Other update: I still don't know what was up with the hover-copter over my building. However, there has been increased police presence in general in my neighborhood recently, including one of those elevated police booths (it's a little booth on top of a crane type thing that sometimes ends up parked on Franklin Ave. I guess it allows a policeperson to get a birds-eye view of the territory and/or peek into people's windows?) so maybe there is a crackdown on drug activity? There is an area on Franklin Avenue where it seems pretty obvious that a person could buy drugs if a person wanted to. That area is right where the crane gets parked.

Or it could just be that my neighborhood has been targeted by the police department. That targeting may or may not have to do with an increase in crime in the neighborhood. I've heard and seen nothing about an increase in crime. And it is a known practice of many urban police departments of focusing on certain neighborhoods. That creates a vicious circle: the neighborhood gets to be known as a "bad" neighborhood because so many arrests happen there. But the increased arrests happen because the neighborhood has been targeted. And it is always a neighborhood where the population is predominantly dark-skinned. So who knows. Either there has been an increase in illegal activity and the police department is responding to that activity. Or the police department targeted the neighborhood to get its arrest numbers up, concentrating on residents with the least economic and political power. Maybe someone decided that there aren't enough black men in jail in New York City.

It's wrong to think that all New York City cops or police policies are bad, of course.
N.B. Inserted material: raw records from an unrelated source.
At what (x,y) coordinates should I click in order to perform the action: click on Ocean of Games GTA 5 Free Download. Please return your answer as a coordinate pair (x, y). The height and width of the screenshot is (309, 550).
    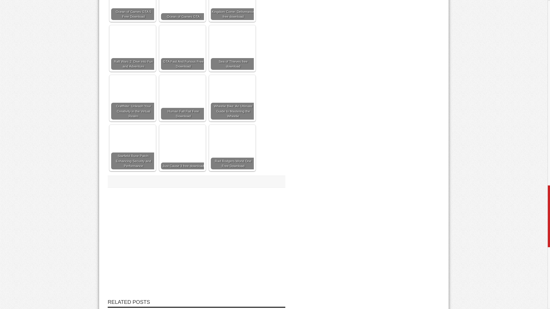
    Looking at the image, I should click on (132, 5).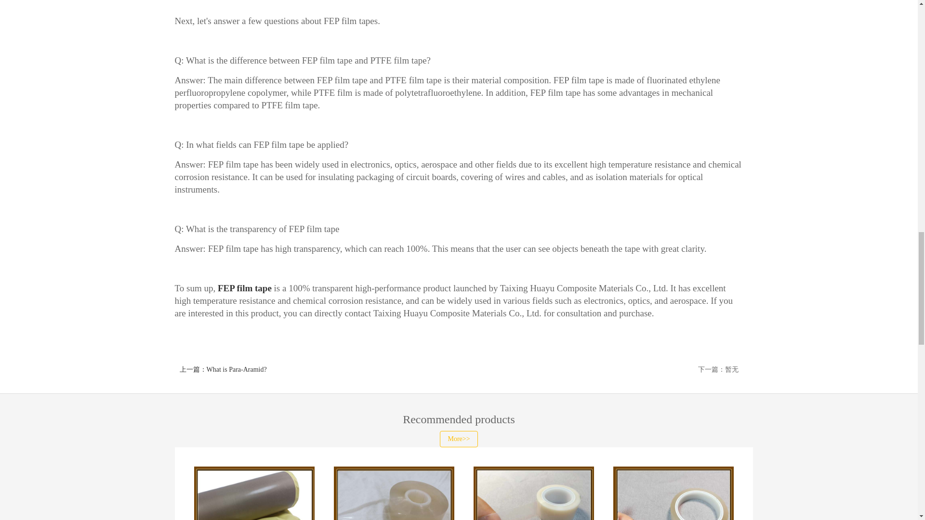 The image size is (925, 520). Describe the element at coordinates (223, 370) in the screenshot. I see `What is Para-Aramid?` at that location.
I can't imagine how rough it must be to be a cop in NYC. When I was teaching judicial and correctional ethics at JJ, I had a conversation with a NY cop, one of my students, who was heartbroken (or at the very least ethically disturbed) at the practice of targeting neighborhoods. He grew up in one of those neighborhoods. But I also had a lot of students--cops, cadets, and civilians--who think that anything the NY police force does to get drug-related crime off the streets is worth doing. I see both sides of the issue.

It seems to me that the issue has to be given some more sides before anything can change. Either/or choices tend to produce polarizing disagreement because of the starkness of the yes/no option. Anyone for decriminalizing lower-rung drug-related offenses? Substituting treatment for punishment? There are problems no matter what route you choose. But also potential new solutions.

It's not like choosing between shaving and epilating.